🤖 AI Summary
Adversarial patches pose severe threats to vision models such as object detectors, yet existing generation methods suffer from low efficiency and poor generalizability. This paper proposes the first incremental adversarial patch generation framework, which dynamically expands the vulnerability space covered by patches through iterative optimization and feature-distribution visualization analysis. Compared to baseline methods, our approach improves generation efficiency by 11.1× while significantly enhancing cross-model and cross-scenario transferability. Evaluated on YOLO-family detectors, the generated patches effectively expose diverse robustness deficiencies and support efficient adversarial training. Experiments demonstrate that models trained with this patch set achieve substantially improved interference resilience in high-stakes applications—including autonomous driving, security surveillance, and medical imaging—thereby establishing a scalable data foundation and technical pathway for proactive defense systems.
📝 Abstract
The advent of adversarial patches poses a significant challenge to the robustness of AI models, particularly in the domain of computer vision tasks such as object detection. In contradistinction to traditional adversarial examples, these patches target specific regions of an image, resulting in the malfunction of AI models. This paper proposes Incremental Patch Generation (IPG), a method that generates adversarial patches up to 11.1 times more efficiently than existing approaches while maintaining comparable attack performance. The efficacy of IPG is demonstrated by experiments and ablation studies including YOLO's feature distribution visualization and adversarial training results, which show that it produces well-generalized patches that effectively cover a broader range of model vulnerabilities. Furthermore, IPG-generated datasets can serve as a robust knowledge foundation for constructing a robust model, enabling structured representation, advanced reasoning, and proactive defenses in AI security ecosystems. The findings of this study suggest that IPG has considerable potential for future utilization not only in adversarial patch defense but also in real-world applications such as autonomous vehicles, security systems, and medical imaging, where AI models must remain resilient to adversarial attacks in dynamic and high-stakes environments.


# WHAT YOU ARE ASKED TO DO
Filter the records below down to lines containing "pixels".

# DATA EXCERPTS
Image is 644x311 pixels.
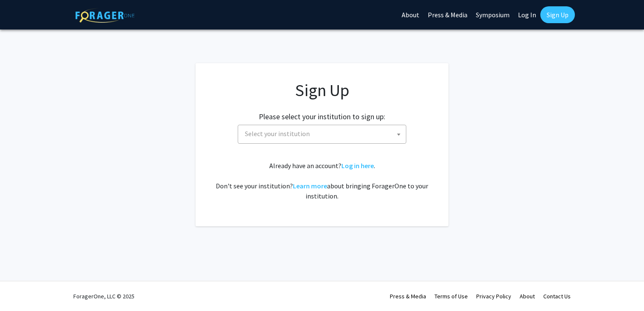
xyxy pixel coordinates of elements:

* * *

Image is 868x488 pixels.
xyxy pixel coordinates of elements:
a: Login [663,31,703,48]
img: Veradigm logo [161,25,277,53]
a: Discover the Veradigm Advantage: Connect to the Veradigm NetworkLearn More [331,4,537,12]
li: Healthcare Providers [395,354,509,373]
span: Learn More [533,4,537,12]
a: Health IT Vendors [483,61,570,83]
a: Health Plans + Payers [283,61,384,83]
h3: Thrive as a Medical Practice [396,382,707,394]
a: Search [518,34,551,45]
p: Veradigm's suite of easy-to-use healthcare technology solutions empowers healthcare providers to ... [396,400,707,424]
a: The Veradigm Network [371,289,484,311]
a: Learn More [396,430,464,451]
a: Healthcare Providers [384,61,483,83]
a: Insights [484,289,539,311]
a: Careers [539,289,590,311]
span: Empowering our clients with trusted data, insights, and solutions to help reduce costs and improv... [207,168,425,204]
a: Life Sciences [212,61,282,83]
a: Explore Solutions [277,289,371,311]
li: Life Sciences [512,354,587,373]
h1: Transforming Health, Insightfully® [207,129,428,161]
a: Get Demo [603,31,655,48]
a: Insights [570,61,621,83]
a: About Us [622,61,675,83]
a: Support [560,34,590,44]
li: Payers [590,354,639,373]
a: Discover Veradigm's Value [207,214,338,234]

---

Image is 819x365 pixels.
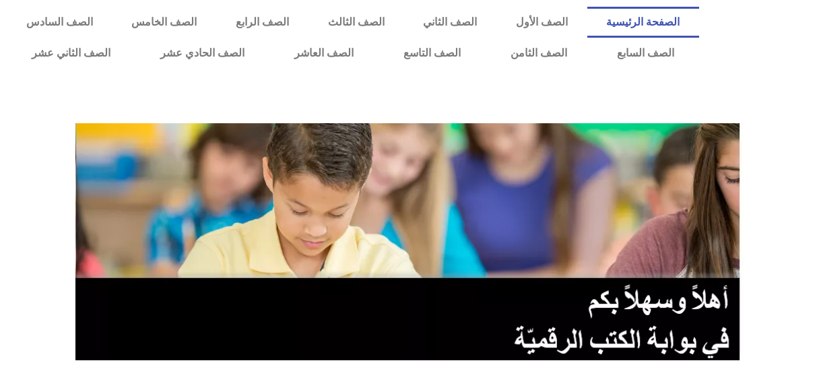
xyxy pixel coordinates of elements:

# COMPLETED EXERCISE
Image is 644x311 pixels.
Image is 868x488 pixels.
Image is 819x365 pixels.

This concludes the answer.